The problem is this; you may need a consent to register your trademark in two circumstances. Number one, you’ve done a trademark search and you want to use the particular trademark but there’s somebody else who has a trademark that’s close, not exact, close enough that you can’t be sure if you use it, you won’t get sued later on. And the worst case scenario is you adopt the trademark, you go on the marketplace, you build your product, and five years later you have to change the trademark that is a disaster. So one question that comes up all the time is should I ask the prior trademark owner if they will allow me to coexist, that’s circumstance one.

Circumstance two is even more dire. You have filed your trademark application, I don’t know if you did a search or not but you didn’t see the citation that came up and the trademark office rejected your trademark application so now you’re stuck. You can’t get registration and you might have an infringement problem. So again, you will ask your trademark lawyer should we ask for a consent of the prior user to allow us to keep our trademark?

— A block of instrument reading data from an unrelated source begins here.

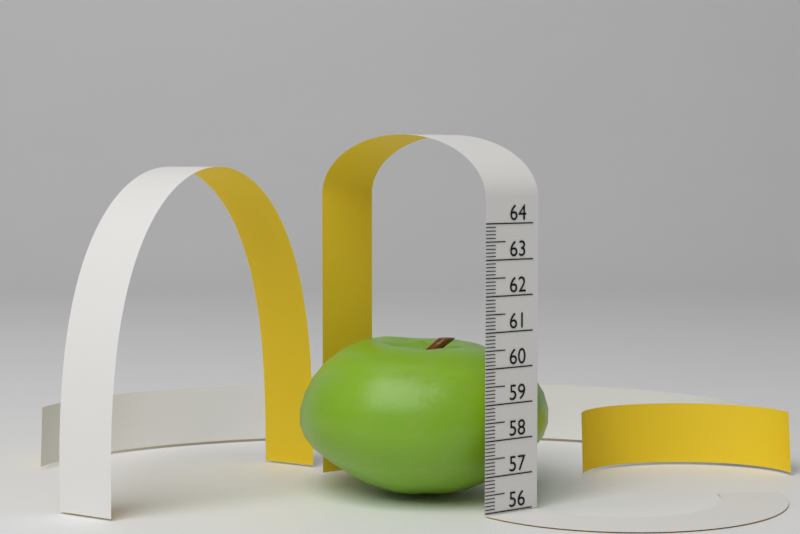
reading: 60.5 (no unit)
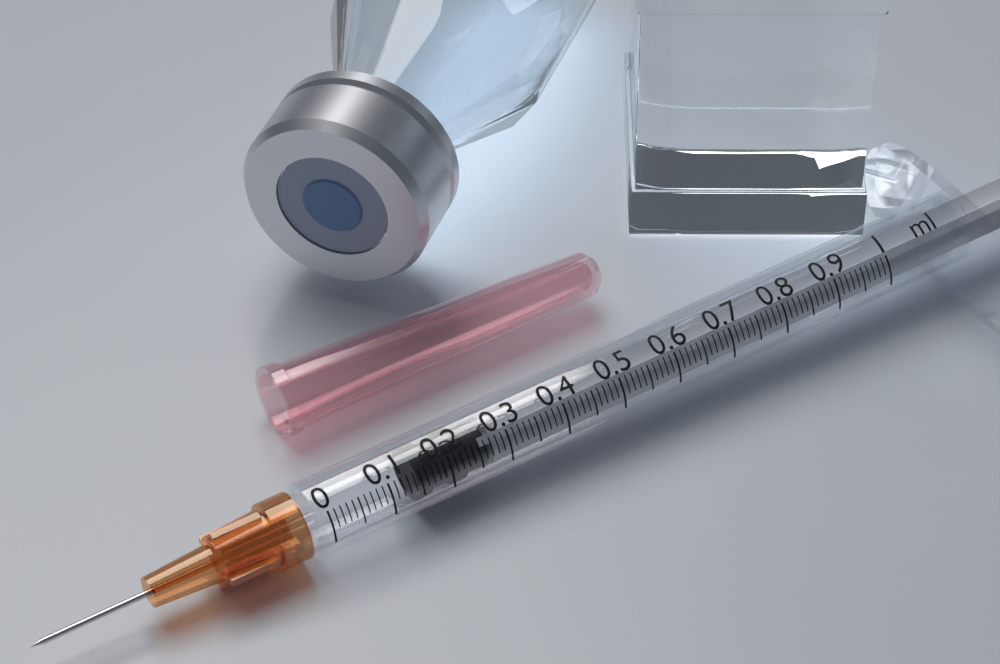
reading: 0.15 ml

And the answer of whether you should ask for consent is the following; there are two rules. One, be prepared to walk if the consent requested is denied. In other words, if you ask that other party can I use your trademark or my trademark to be coexisting with yours and they say no, you must be prepared to leave it go. In other words, you’re going to get out of using that trademark you’re going to pick a new one. That’s a really high-risk proposition.

Circumstance two, is if you don’t need, if you’re not prepared to walk from a trademark that the other part will not consent to, don’t ask. So basically, if you ask and you get a no, plan to walk. If you don’t ask then you didn’t need it. The reason this is true is once you ask you are potentially creating an admission that you needed the trademark consent and you don’t want that. So either you need it or you don’t need it, make up your mind. Consents are hard to get but if you’re willing to go after one ’cause you don’t want to live in uncertainty for years and years then be prepared to walk.

And that’s how consents works. I hope this helps. Thank you.

Attorney Michael Lasky discusses consent to register when a trademark is blocked.